After the Buses Burned

Will Van Spronsen's Final Act Against Evil

by

Fifth Estate # 405, Winter, 2020

In the early hours of July 13, Will Van Spronsen was shot to death by police outside of an ICE-contracted private detention facility holding migrants in Tacoma, Wash. He was confronted by police in a parking lot full of buses; buses that were to be used to deport large numbers of migrants in a coordinated, nationwide action launched by the Trump administration. Will was trying to destroy as many buses as possible.

Portrait photo of Will Van Spronsen wearing a John Brown Gun Club cap
Will Van Spronsen (1950-2019)

He was placing flares to ignite the buses including underneath a 500-gallon propane tank, and ignited his own car, causing an explosion.

Will Van Spronsen was 69 years old, a member of the John Brown Gun Club and a veteran of many of the more anarchist-leaning collective efforts and social movements of his day, of our times, including campaigning against ICE.

Van Spronsen sent a final statement to his friends and comrades, where he wrote in part, “there’s wrong and there’s right. It’s time to take action against the forces of evil.” Armed with an AR15, it seems he was expecting his death would be the end result of his actions that night. The Tacoma cops said Van Spronsen pointed his weapon at four officers and they responded by shooting him multiple times. His gun had not been fired.

To the small extent that his actions of that night got any corporate press coverage, it focused, predictably, on Van Spronsen’s mental health. Mental illness, their logic informs them, should be the only reasonable explanation for someone taking actions such as these.

Everyone has their own histories and lives, and there are few if any perfect specimens, but it’s obvious that whatever personal obstacles Will was facing in his life, there was a clear political rationale for his bus-burning efforts. He made this abundantly clear in his own eloquent words, in the statement he wrote before he went to the ICE parking lot.

In his statement, he wrote: “i have a broken down body. and i have an unshakable abhorrence of injustice. that is what brings me here. this is my clear opportunity to try to make a difference.”

In the face of what appeared to Will and many others to be the rise of an overtly fascist state complete with concentration camps, thinking and feeling people who share this analysis of how things are going are faced with certain choices. If prior efforts at organizing a reasonably egalitarian society have failed, and largely as a result of this failure, the white supremacist right is in the ascendancy and may soon make a bid for a completely dictatorial control of the state, people who have given up on more optimistic strategies can basically go in one of two directions. Hunker down with your friends and family and try to survive until times look a bit brighter, or resist.

Resistance, in a scenario where the fascists have taken over, such as, say, in Germany post-1933, is not the kind of resistance where a social movement has its eye on victory. This resistance is very different. It acknowledges that winning isn’t a realistic option, and embraces a different orientation, that of sabotage.

The burning of the buses at the ICE facility was an action in the tradition of workers in the munitions factories in occupied Holland during World War II who left out gunpowder in the bullets they were producing, which the German Army only discovered on the front lines in Russia during one battle that did not go as well as planned. Often times actions such as these are ultimately discovered, and those particular saboteurs paid with their lives.

This sort of action that involves the likelihood or certainty of your own death in carrying it out is a powerful meme, and not only among anarchists. I discovered this in a direct way after posting a song I wrote about Will Van Spronsen’s actions (“The Time To Act”) on YouTube.

The song got thousands more views than YouTube broadsides that mine usually get, with a significant minority of comments from fascists, who more or less openly identified as such, and who frequently wished that I and any other sympathizers with Van Spronsen’s actions should face the same fate as he did.

Measuring the impact of an action is often impossible, usually because there are too many other factors in a big situation like this to be able to isolate any of them and say what impact one action had over another, if any.

What does seem clear, though, is that if you try to burn a bunch of buses at an ICE facility, you will draw both high praise and extreme hostility.

David Rovics is a Portland, Ore.-based singer/songwriter. DavidRovics.com for downloadable music & touring schedule.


=== TASK INSTRUCTIONS ===
Quote the data below in full, please, without altering anything.

=== SUPPLIED DATA ===
-- -- --

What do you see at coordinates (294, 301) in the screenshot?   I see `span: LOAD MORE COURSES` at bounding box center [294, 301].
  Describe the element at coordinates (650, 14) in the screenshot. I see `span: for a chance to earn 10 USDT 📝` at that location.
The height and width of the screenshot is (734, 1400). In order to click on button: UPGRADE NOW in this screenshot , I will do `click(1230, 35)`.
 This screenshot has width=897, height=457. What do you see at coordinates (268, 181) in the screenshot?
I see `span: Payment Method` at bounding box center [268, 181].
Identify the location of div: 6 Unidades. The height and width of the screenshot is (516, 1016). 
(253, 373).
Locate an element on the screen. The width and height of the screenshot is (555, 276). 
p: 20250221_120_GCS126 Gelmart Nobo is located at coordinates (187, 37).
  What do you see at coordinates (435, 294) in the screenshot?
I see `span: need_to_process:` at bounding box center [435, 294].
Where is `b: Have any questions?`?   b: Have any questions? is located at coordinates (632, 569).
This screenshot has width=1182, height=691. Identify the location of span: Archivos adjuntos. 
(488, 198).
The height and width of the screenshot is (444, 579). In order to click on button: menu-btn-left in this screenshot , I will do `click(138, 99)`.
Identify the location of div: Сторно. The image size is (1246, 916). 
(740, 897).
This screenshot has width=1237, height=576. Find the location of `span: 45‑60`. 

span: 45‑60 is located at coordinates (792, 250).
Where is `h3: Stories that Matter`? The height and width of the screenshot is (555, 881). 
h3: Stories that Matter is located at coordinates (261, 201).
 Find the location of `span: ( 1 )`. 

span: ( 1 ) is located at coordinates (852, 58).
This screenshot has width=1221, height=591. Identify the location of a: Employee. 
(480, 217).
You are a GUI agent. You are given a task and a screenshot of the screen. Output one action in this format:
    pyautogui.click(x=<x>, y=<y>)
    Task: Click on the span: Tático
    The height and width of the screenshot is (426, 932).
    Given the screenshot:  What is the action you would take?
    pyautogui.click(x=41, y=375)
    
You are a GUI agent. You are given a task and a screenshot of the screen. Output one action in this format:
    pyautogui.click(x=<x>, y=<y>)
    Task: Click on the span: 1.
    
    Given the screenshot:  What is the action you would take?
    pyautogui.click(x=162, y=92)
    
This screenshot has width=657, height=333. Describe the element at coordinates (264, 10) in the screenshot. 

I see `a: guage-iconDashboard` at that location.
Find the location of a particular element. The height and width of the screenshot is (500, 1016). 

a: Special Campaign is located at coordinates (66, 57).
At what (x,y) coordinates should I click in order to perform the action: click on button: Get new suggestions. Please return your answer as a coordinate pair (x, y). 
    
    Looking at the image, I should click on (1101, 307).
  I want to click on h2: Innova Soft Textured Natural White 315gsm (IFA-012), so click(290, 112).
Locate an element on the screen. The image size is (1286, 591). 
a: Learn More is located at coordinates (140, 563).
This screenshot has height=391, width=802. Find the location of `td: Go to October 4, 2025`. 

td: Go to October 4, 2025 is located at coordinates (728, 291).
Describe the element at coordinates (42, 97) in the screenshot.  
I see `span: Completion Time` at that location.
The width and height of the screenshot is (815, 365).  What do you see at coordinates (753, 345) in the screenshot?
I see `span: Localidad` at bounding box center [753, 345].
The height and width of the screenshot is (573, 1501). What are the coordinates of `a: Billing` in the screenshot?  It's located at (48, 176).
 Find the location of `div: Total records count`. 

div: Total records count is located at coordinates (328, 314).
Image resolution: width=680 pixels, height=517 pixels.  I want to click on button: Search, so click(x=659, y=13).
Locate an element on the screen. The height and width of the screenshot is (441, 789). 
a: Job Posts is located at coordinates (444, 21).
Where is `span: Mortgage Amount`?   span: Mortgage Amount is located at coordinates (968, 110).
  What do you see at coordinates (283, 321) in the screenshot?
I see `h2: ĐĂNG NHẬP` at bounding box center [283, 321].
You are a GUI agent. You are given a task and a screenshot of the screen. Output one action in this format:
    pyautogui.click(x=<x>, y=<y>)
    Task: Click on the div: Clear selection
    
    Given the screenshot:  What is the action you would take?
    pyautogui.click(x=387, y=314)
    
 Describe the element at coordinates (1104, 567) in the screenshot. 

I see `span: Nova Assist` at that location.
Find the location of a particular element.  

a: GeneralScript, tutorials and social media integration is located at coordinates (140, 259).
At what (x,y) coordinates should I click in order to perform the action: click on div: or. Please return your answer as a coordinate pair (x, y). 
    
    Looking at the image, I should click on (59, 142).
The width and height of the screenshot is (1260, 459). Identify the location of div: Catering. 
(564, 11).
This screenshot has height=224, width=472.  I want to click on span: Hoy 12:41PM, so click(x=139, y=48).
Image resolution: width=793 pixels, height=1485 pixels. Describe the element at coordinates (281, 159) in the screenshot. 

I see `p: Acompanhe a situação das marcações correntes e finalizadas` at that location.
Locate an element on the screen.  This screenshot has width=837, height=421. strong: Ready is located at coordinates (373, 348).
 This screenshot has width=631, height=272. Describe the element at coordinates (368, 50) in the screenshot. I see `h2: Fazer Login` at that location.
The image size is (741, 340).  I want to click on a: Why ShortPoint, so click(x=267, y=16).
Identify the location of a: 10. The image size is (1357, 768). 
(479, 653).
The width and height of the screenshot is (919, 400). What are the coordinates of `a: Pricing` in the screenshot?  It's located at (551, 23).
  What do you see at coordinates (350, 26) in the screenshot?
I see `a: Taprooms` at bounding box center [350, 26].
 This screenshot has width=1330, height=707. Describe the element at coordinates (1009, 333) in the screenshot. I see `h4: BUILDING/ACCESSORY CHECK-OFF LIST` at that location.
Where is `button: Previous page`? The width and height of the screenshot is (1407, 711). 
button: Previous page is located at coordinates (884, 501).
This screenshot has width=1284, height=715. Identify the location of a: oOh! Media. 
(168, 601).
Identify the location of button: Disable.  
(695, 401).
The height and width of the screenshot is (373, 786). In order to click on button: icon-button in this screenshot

-- -- --

=== ANSWER TO THIS PROBLEM ===
What do you see at coordinates (294, 301) in the screenshot?   I see `span: LOAD MORE COURSES` at bounding box center [294, 301].
  Describe the element at coordinates (650, 14) in the screenshot. I see `span: for a chance to earn 10 USDT 📝` at that location.
The height and width of the screenshot is (734, 1400). In order to click on button: UPGRADE NOW in this screenshot , I will do `click(1230, 35)`.
 This screenshot has width=897, height=457. What do you see at coordinates (268, 181) in the screenshot?
I see `span: Payment Method` at bounding box center [268, 181].
Identify the location of div: 6 Unidades. The height and width of the screenshot is (516, 1016). 
(253, 373).
Locate an element on the screen. The width and height of the screenshot is (555, 276). 
p: 20250221_120_GCS126 Gelmart Nobo is located at coordinates (187, 37).
  What do you see at coordinates (435, 294) in the screenshot?
I see `span: need_to_process:` at bounding box center [435, 294].
Where is `b: Have any questions?`?   b: Have any questions? is located at coordinates (632, 569).
This screenshot has width=1182, height=691. Identify the location of span: Archivos adjuntos. 
(488, 198).
The height and width of the screenshot is (444, 579). In order to click on button: menu-btn-left in this screenshot , I will do `click(138, 99)`.
Identify the location of div: Сторно. The image size is (1246, 916). 
(740, 897).
This screenshot has width=1237, height=576. Find the location of `span: 45‑60`. 

span: 45‑60 is located at coordinates (792, 250).
Where is `h3: Stories that Matter`? The height and width of the screenshot is (555, 881). 
h3: Stories that Matter is located at coordinates (261, 201).
 Find the location of `span: ( 1 )`. 

span: ( 1 ) is located at coordinates (852, 58).
This screenshot has width=1221, height=591. Identify the location of a: Employee. 
(480, 217).
You are a GUI agent. You are given a task and a screenshot of the screen. Output one action in this format:
    pyautogui.click(x=<x>, y=<y>)
    Task: Click on the span: Tático
    The height and width of the screenshot is (426, 932).
    Given the screenshot:  What is the action you would take?
    pyautogui.click(x=41, y=375)
    
You are a GUI agent. You are given a task and a screenshot of the screen. Output one action in this format:
    pyautogui.click(x=<x>, y=<y>)
    Task: Click on the span: 1.
    
    Given the screenshot:  What is the action you would take?
    pyautogui.click(x=162, y=92)
    
This screenshot has width=657, height=333. Describe the element at coordinates (264, 10) in the screenshot. 

I see `a: guage-iconDashboard` at that location.
Find the location of a particular element. The height and width of the screenshot is (500, 1016). 

a: Special Campaign is located at coordinates (66, 57).
At what (x,y) coordinates should I click in order to perform the action: click on button: Get new suggestions. Please return your answer as a coordinate pair (x, y). 
    
    Looking at the image, I should click on (1101, 307).
  I want to click on h2: Innova Soft Textured Natural White 315gsm (IFA-012), so click(290, 112).
Locate an element on the screen. The image size is (1286, 591). 
a: Learn More is located at coordinates (140, 563).
This screenshot has height=391, width=802. Find the location of `td: Go to October 4, 2025`. 

td: Go to October 4, 2025 is located at coordinates (728, 291).
Describe the element at coordinates (42, 97) in the screenshot.  
I see `span: Completion Time` at that location.
The width and height of the screenshot is (815, 365).  What do you see at coordinates (753, 345) in the screenshot?
I see `span: Localidad` at bounding box center [753, 345].
The height and width of the screenshot is (573, 1501). What are the coordinates of `a: Billing` in the screenshot?  It's located at (48, 176).
 Find the location of `div: Total records count`. 

div: Total records count is located at coordinates (328, 314).
Image resolution: width=680 pixels, height=517 pixels.  I want to click on button: Search, so click(x=659, y=13).
Locate an element on the screen. The height and width of the screenshot is (441, 789). 
a: Job Posts is located at coordinates (444, 21).
Where is `span: Mortgage Amount`?   span: Mortgage Amount is located at coordinates (968, 110).
  What do you see at coordinates (283, 321) in the screenshot?
I see `h2: ĐĂNG NHẬP` at bounding box center [283, 321].
You are a GUI agent. You are given a task and a screenshot of the screen. Output one action in this format:
    pyautogui.click(x=<x>, y=<y>)
    Task: Click on the div: Clear selection
    
    Given the screenshot:  What is the action you would take?
    pyautogui.click(x=387, y=314)
    
 Describe the element at coordinates (1104, 567) in the screenshot. 

I see `span: Nova Assist` at that location.
Find the location of a particular element.  

a: GeneralScript, tutorials and social media integration is located at coordinates (140, 259).
At what (x,y) coordinates should I click in order to perform the action: click on div: or. Please return your answer as a coordinate pair (x, y). 
    
    Looking at the image, I should click on (59, 142).
The width and height of the screenshot is (1260, 459). Identify the location of div: Catering. 
(564, 11).
This screenshot has height=224, width=472.  I want to click on span: Hoy 12:41PM, so click(x=139, y=48).
Image resolution: width=793 pixels, height=1485 pixels. Describe the element at coordinates (281, 159) in the screenshot. 

I see `p: Acompanhe a situação das marcações correntes e finalizadas` at that location.
Locate an element on the screen.  This screenshot has width=837, height=421. strong: Ready is located at coordinates (373, 348).
 This screenshot has width=631, height=272. Describe the element at coordinates (368, 50) in the screenshot. I see `h2: Fazer Login` at that location.
The image size is (741, 340).  I want to click on a: Why ShortPoint, so click(x=267, y=16).
Identify the location of a: 10. The image size is (1357, 768). 
(479, 653).
The width and height of the screenshot is (919, 400). What are the coordinates of `a: Pricing` in the screenshot?  It's located at (551, 23).
  What do you see at coordinates (350, 26) in the screenshot?
I see `a: Taprooms` at bounding box center [350, 26].
 This screenshot has width=1330, height=707. Describe the element at coordinates (1009, 333) in the screenshot. I see `h4: BUILDING/ACCESSORY CHECK-OFF LIST` at that location.
Where is `button: Previous page`? The width and height of the screenshot is (1407, 711). 
button: Previous page is located at coordinates (884, 501).
This screenshot has width=1284, height=715. Identify the location of a: oOh! Media. 
(168, 601).
Identify the location of button: Disable.  
(695, 401).
The height and width of the screenshot is (373, 786). In order to click on button: icon-button in this screenshot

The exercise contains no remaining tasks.